BARON ALPHONSE DE ROTHSCHILD
This bureau à cylindre was purchased by Baron Alphonse de Rothschild (1827 - 1905) in the sale in Paris in 1870. The origins of the French Rothschild art collections and the wealth that allowed them to be both acquired and built go back to Alphonse's father Baron James (1760 - 1868), the youngest of the five brothers, or 'arrows', of the second generation of Rothschilds. It was James who helped found MM de Rothschild Frères in Paris in 1817 and who after the death of his London-based brother Nathan in 1836 became primus inter pares, the foremost member of his generation in the family.
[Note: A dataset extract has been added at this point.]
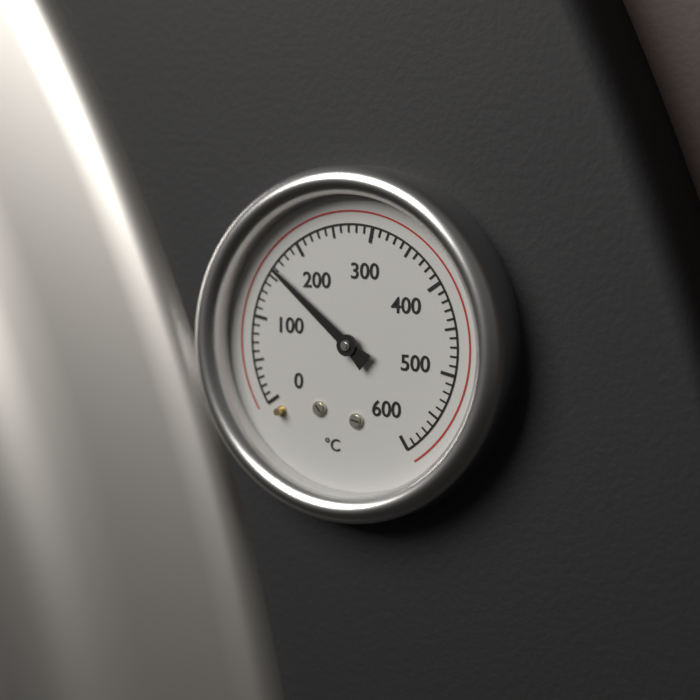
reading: 160 °C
His marriage to the highly intelligent, cultured and beautiful Betty in 1824 coincided with the purchase and development of major properties in and around Paris. It was probably the château de Ferrières that was James's most majestic construction. Purchased in 1829 it was transformed between 1853 - 1863 by Joseph Paxton. The design of the interior was left to Eugène Lami who worked closely with Baroness Betty - grand portraits in the hall, Gobelins tapestries in the gallery above, 17th Century painted leather panels from Pommersfelden in the Salon des familles, placed within frameworks and fixtures of Languedoc marble, antique Pyrenean granite, natural and ebonised woods, all embellished with commissions from living artists such as the sculptor Cordier and the painter Rousseau, helped to create an extraordinary environment redolent of the Renaissance and Louis XIV. Ferrières became more of a palace than a château and reflected James's rise to the very heights of French society.

On James's death in 1868 Alphonse inherited not only the management of the Rothschild concerns in France which he ran with his brothers, but also his father's financial and political skills. He inherited also the château de Ferrières as well as his Paris residence at 2 rue Saint-Florentin where he had been living since 1857, the year of his marriage to his English cousin Leonora. Although Alphonse bought a certain number of Dutch 17th Century and French 18th Century pictures, it was towards the decorative arts that he concentrated his most assiduous pursuits. The extent and continuity of Alphonse's purchasing is borne out by the comptes courants, or accounts ledgers, of the French Rothschilds from 1870 - 1905 which show that Alphonse continued to add to his collection with as much energy and as copiously in the last years of his life as he did in earlier years.

FERDINAND BURY
This bureau à cylindre uses the various juxtaposed parquetry patterns divided by ormolu banding and centered by a raised oval medallion so characteristic of Ferndinand Bury. Bury (1740 - 1795) became maître in 1774 and worked in the rue de Charonne, and was active until 1789 when he filed for bankruptcy. The papers filed at that point reveal that he employed the fondeur Antoine-André Ravrio for the bronzes of his furniture. They further reveal that he retailed furniture through marchands-merciers such as Bonnemain, Mathieu Law, Gavanet and Jean-Baptiste Tuart.

The existence of the Bury's stamp in conjunction with Jean-Henri Riesener's stamp on a commode that bears the brand for the château de Versailles, indicates that the two collaborated occasionally (D. Alcouffe, Furniture Collections in the Louvre, Dijon, 1993, p. 269). Interestingly that commode bears distinct resemblance to Bury's oeuvre, suggesting that it was Riesener who sub-contracted the work to Bury.

As marchand he flourished under the patronage of the prince of Nassau, the marquis de Marigny, the marquis de Mailly-Nesle and the duc de Brissac. The rich ormolu mounts on the offered lot further remind of mounts used by Carlin, suggesting that Bury possibly also worked for the same marchand-mercier as Carlin, namely Dominique Daguerre.

Several bureaux à cylindre that are stamped by Bury also bear the stamp of Jean-Baptiste Tuart (one example in the Espirito Santo collection, sold Christie's, London, 12 December 1996, lot 99, and another anonymously, Sotheby's, Monaco, 17 June 1988, lot 733), who was not only a marchand, but also an ébéniste in his own right.